Tuesday, 11 August 2015

In a fentanyl crisis, harm reduction needs to become an election issue

There's no such thing as a “normal” day in Vancouver's drug scene, but last Sunday must have broken all records for abnormality. In that one day, there were 16 potentially lethal overdoses — at least those which made it into the official record. In one hour alone, there were six.

The drug involved? It was a pink concoction of heroin, mixed with fentanyl.

Fentanyl is deadly — it's a painkiller hundreds of times more powerful than heroin and 80 times more powerful than Oxycontin, which is sold on the streets in fake form as green pills that contain fentanyl.

You can buy them in Red Deer, if you know the right (wrong) people. And we know that at least six people in Red Deer have been killed by fentanyl — or their drug dealer, depending on how you look at things.

The line between getting high on fentanyl and being dead on fentanyl is extremely narrow. But it is cheap for drug cartels to buy in bulk overseas, easy to mix with other substances, and to press into pills and distribute.

An overdose is easy to spot, and easy to treat, if someone calls for help in time. A drug called Naloxone, sold as Narcan, can be injected and within minutes it binds to the gateway cells in the brain than take in opiates, blocking opiates from having any effect.

In the case of a fentanyl overdose, blocking the effect means the drug user continues to breathe, and continues to have a heartbeat. Pretty simple.

The federal government continues to oppose at every opportunity community efforts to reduce the harm of drug addiction and to save the lives of people who have overdosed. Right up to the Supreme Court, which ruled unanimously that Vancouver's safe injection program, Insite, must be afforded exemption from drug enforcement laws in order to operate.

As a result, although people do overdose on their illegal drugs at Insite, thus far, none of them has died from it. Which is a pretty amazing accomplishment.

Canada, it seems, is one of the top countries in the world for opiate abuse. And with the arrival of fentanyl in bulk on our shores over the past couple of years, B.C. has experienced overdose deaths at a rate of about two deaths every three days. In Alberta, the overdose rate in 2014 was reported at roughly one every three days.

An overdose from fentanyl is easily treated with Narcan at a harm reduction site.

Many would think these deaths are among street-level addicts. As if that makes it easy for us to look the other way. The experts who follow this are quick to point out that this is not the real picture.

Regular middle class teens, well rounded kids with a great future, go to a party and are given a green pill they believe is Oxycontin. Jack Bodie, 17, died from that mistake.

Amelia and Hardy Leighton, caring parents of a two-year-old, thought they'd inhale a recreational drug one evening. Not a good couple activity; it was fentanyl, and they died.

Some 11,600 tabs of fentanyl were reported seized in a police raid in Calgary earlier this year. You can safely bet a portion of them were bound for sale in Red Deer. Forty tabs were seized in Lacombe not too long ago. Each one could be a potential death.

The staff at Insite in Vancouver describe it this way. Fentanyl is bought as a bulk powder by drug gangs, and mixed down with other stuff in a bathtub and the appropriate green or red dye is added. It is then pressed into pills and sold.

Each pill is like a chocolate chip cookie. Some cookies have lots of chocolate (fentanyl) chips in them, some have just a few. Pick the wrong cookie and you die.

Jennifer Vanderschaege, executive director of the AIDS network in Red Deer said in an interview earlier this year that a big barrier to people reporting a friend's overdose is fear of exposure, and fear of legal reprisal. This is highly illegal activity we're talking about here, after all.

She'd like to see a law in the books like a Good Samaritan law, where people could call authorities and save a friend's life without having to fear exposure or reprisal.

Adrienne Smith of Pivot Legal Services in Vancouver would like to see the complete repeal of Bill C-2, the federal Respect for Communities Act.

The Supreme Court unanimously decided that Insite saves lives and should therefore get its legal exemption to operate.

The feds came out with Bill C-2 and said: “Sure, we'll give you your exemption, but you have to reapply for it every year, and every year anyone in the community and in law enforcement can come out and speak against it during a rigorous review process.”

Insite still operates precariously under Bill C-2, but the review process bar is so high, it's highly unlikely any other city could get a life-saving site like Insite. This, during a poisonous fentanyl crisis that kills people across the country every day.

Even in the unlikely event the Conservatives are defeated in this next election, a new federal health minister cannot issue another licence for a safe injection site, until Bill C-2 is repealed. The legal process just prohibits doing that.

Probably, some time or other in this long election campaign, someone will bring this to greater public attention. Saving lives should matter, during an election.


*Task details:* What lines of the data hold the string "Month"? Copy them all.
[Start of Attachment]
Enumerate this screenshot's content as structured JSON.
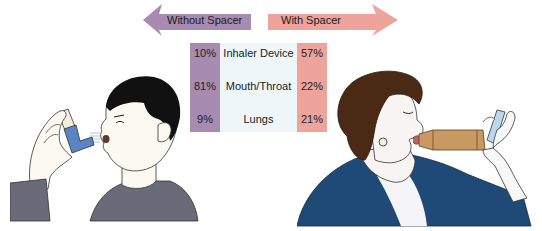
{
  "arrows": {
    "left": {
      "label": "Without Spacer",
      "color": "#a78bb0"
    },
    "right": {
      "label": "With Spacer",
      "color": "#eea39b"
    }
  },
  "table": {
    "rows": [
      {
        "without": "10%",
        "location": "Inhaler Device",
        "with": "57%"
      },
      {
        "without": "81%",
        "location": "Mouth/Throat",
        "with": "22%"
      },
      {
        "without": "9%",
        "location": "Lungs",
        "with": "21%"
      }
    ],
    "colors": {
      "without": "#a78bb0",
      "middle": "#eef6fa",
      "with": "#eea39b"
    }
  },
  "illustrations": {
    "left": "man-using-inhaler-without-spacer",
    "right": "woman-using-inhaler-with-spacer"
  }
}
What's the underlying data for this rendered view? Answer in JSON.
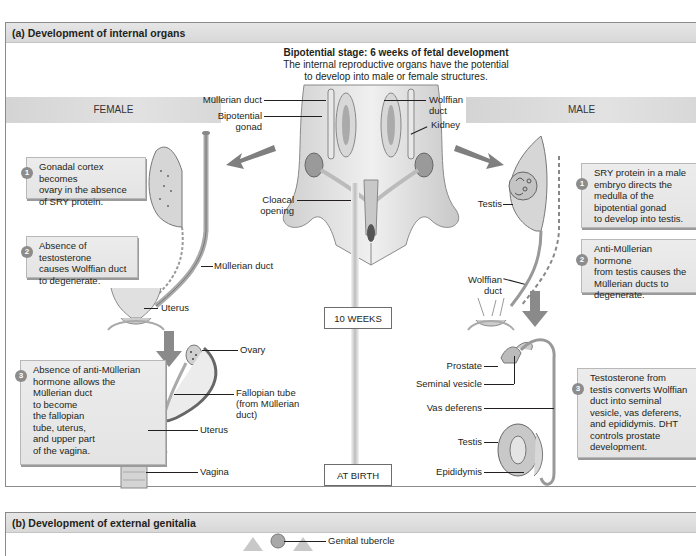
{
  "panel_a": {
    "header": "(a) Development of internal organs",
    "bipotential_title": "Bipotential stage: 6 weeks of fetal development",
    "bipotential_desc_line1": "The internal reproductive organs have the potential",
    "bipotential_desc_line2": "to develop into male or female structures.",
    "female_band": "FEMALE",
    "male_band": "MALE",
    "center_labels": {
      "mullerian_duct": "Müllerian duct",
      "bipotential_gonad_1": "Bipotential",
      "bipotential_gonad_2": "gonad",
      "wolffian_duct_1": "Wolffian",
      "wolffian_duct_2": "duct",
      "kidney": "Kidney",
      "cloacal_opening_1": "Cloacal",
      "cloacal_opening_2": "opening"
    },
    "timeline": {
      "ten_weeks": "10 WEEKS",
      "at_birth": "AT BIRTH"
    },
    "female": {
      "callouts": [
        {
          "number": "1",
          "lines": [
            "Gonadal cortex becomes",
            "ovary in the absence",
            "of SRY protein."
          ]
        },
        {
          "number": "2",
          "lines": [
            "Absence of testosterone",
            "causes Wolffian duct",
            "to degenerate."
          ]
        },
        {
          "number": "3",
          "lines": [
            "Absence of anti-Müllerian",
            "hormone allows the",
            "Müllerian duct",
            "to become",
            "the fallopian",
            "tube, uterus,",
            "and upper part",
            "of the vagina."
          ]
        }
      ],
      "labels": {
        "mullerian_duct": "Müllerian duct",
        "uterus_upper": "Uterus",
        "ovary": "Ovary",
        "fallopian_1": "Fallopian tube",
        "fallopian_2": "(from Müllerian",
        "fallopian_3": "duct)",
        "uterus_lower": "Uterus",
        "vagina": "Vagina"
      }
    },
    "male": {
      "callouts": [
        {
          "number": "1",
          "lines": [
            "SRY protein in a male",
            "embryo directs the",
            "medulla of the",
            "bipotential gonad",
            "to develop into testis."
          ]
        },
        {
          "number": "2",
          "lines": [
            "Anti-Müllerian hormone",
            "from testis causes the",
            "Müllerian ducts to",
            "degenerate."
          ]
        },
        {
          "number": "3",
          "lines": [
            "Testosterone from",
            "testis converts Wolffian",
            "duct into seminal",
            "vesicle, vas deferens,",
            "and epididymis. DHT",
            "controls prostate",
            "development."
          ]
        }
      ],
      "labels": {
        "testis_upper": "Testis",
        "wolffian_1": "Wolffian",
        "wolffian_2": "duct",
        "prostate": "Prostate",
        "seminal_vesicle": "Seminal vesicle",
        "vas_deferens": "Vas deferens",
        "testis_lower": "Testis",
        "epididymis": "Epididymis"
      }
    }
  },
  "panel_b": {
    "header": "(b) Development of external genitalia",
    "genital_tubercle": "Genital tubercle"
  },
  "colors": {
    "header_bg": "#dcdcdc",
    "callout_bg": "#e8e8e8",
    "badge": "#8c8c8c",
    "arrow": "#7a7a7a",
    "organ": "#d9d9d9",
    "text": "#231f20"
  }
}
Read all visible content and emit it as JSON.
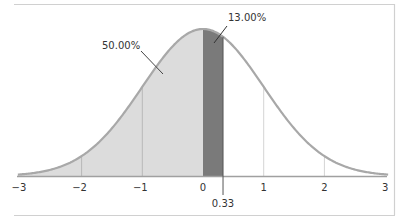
{
  "chart_data": {
    "type": "area",
    "title": "",
    "xlabel": "",
    "ylabel": "",
    "distribution": "standard normal",
    "mean": 0,
    "sd": 1,
    "xlim": [
      -3,
      3
    ],
    "x_ticks": [
      -3,
      -2,
      -1,
      0,
      1,
      2,
      3
    ],
    "x_tick_labels": [
      "−3",
      "−2",
      "−1",
      "0",
      "1",
      "2",
      "3"
    ],
    "gridlines": [
      -2,
      -1,
      1,
      2
    ],
    "regions": [
      {
        "name": "left-half",
        "from": -3,
        "to": 0,
        "area_label": "50.00%",
        "color": "#dcdcdc"
      },
      {
        "name": "zero-to-z",
        "from": 0,
        "to": 0.33,
        "area_label": "13.00%",
        "color": "#7a7a7a"
      }
    ],
    "marker": {
      "x": 0.33,
      "label": "0.33"
    },
    "curve_color": "#a8a8a8",
    "grid": false,
    "legend": "none"
  },
  "labels": {
    "region_left": "50.00%",
    "region_mid": "13.00%",
    "marker": "0.33",
    "ticks": [
      "−3",
      "−2",
      "−1",
      "0",
      "1",
      "2",
      "3"
    ]
  }
}
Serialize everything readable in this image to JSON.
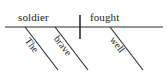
{
  "diagram": {
    "type": "sentence-diagram",
    "style": "reed-kellogg",
    "sentence": "The brave soldier fought well",
    "background_color": "#ffffff",
    "line_color": "#2b2b2b",
    "text_color": "#1a1a1a",
    "baseline": {
      "subject": "soldier",
      "verb": "fought",
      "divider": "vertical-bar"
    },
    "modifiers": [
      {
        "word": "The",
        "modifies": "soldier"
      },
      {
        "word": "brave",
        "modifies": "soldier"
      },
      {
        "word": "well",
        "modifies": "fought"
      }
    ]
  }
}
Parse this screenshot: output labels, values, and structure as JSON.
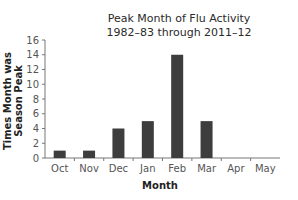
{
  "chart_data": {
    "type": "bar",
    "title": "Peak Month of Flu Activity",
    "subtitle": "1982–83 through 2011–12",
    "xlabel": "Month",
    "ylabel": "Times Month was Season Peak",
    "categories": [
      "Oct",
      "Nov",
      "Dec",
      "Jan",
      "Feb",
      "Mar",
      "Apr",
      "May"
    ],
    "values": [
      1,
      1,
      4,
      5,
      14,
      5,
      0,
      0
    ],
    "ylim": [
      0,
      16
    ],
    "yticks": [
      0,
      2,
      4,
      6,
      8,
      10,
      12,
      14,
      16
    ],
    "grid": false,
    "legend": null,
    "bar_color": "#3d3d3d"
  }
}
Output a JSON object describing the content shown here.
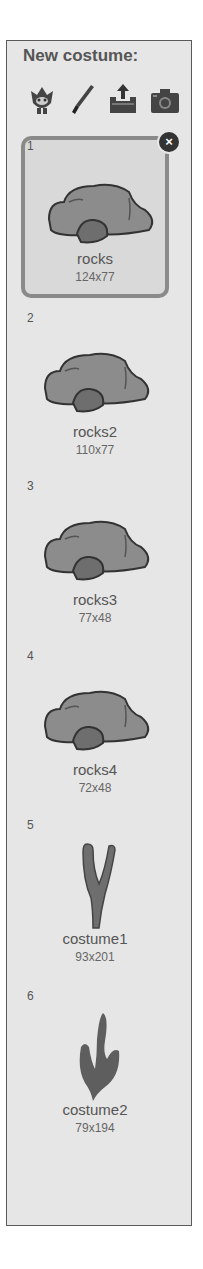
{
  "panel": {
    "header": "New costume:",
    "tools": [
      {
        "name": "choose-from-library",
        "icon": "sprite-library-icon"
      },
      {
        "name": "paint-new",
        "icon": "paintbrush-icon"
      },
      {
        "name": "upload-from-file",
        "icon": "upload-icon"
      },
      {
        "name": "new-from-camera",
        "icon": "camera-icon"
      }
    ]
  },
  "costumes": [
    {
      "num": "1",
      "name": "rocks",
      "size": "124x77",
      "selected": true,
      "type": "rock"
    },
    {
      "num": "2",
      "name": "rocks2",
      "size": "110x77",
      "selected": false,
      "type": "rock"
    },
    {
      "num": "3",
      "name": "rocks3",
      "size": "77x48",
      "selected": false,
      "type": "rock"
    },
    {
      "num": "4",
      "name": "rocks4",
      "size": "72x48",
      "selected": false,
      "type": "rock"
    },
    {
      "num": "5",
      "name": "costume1",
      "size": "93x201",
      "selected": false,
      "type": "branch"
    },
    {
      "num": "6",
      "name": "costume2",
      "size": "79x194",
      "selected": false,
      "type": "flame"
    }
  ],
  "delete_icon": "×",
  "colors": {
    "panel_bg": "#e6e6e6",
    "rock_fill": "#8c8c8c",
    "rock_small": "#6e6e6e",
    "stroke": "#333333"
  }
}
[End of Attachment]
*Task output:*
    "title": "Peak Month of Flu Activity",
    "xlabel": "Month",
    "ylabel": "Times Month was Season Peak",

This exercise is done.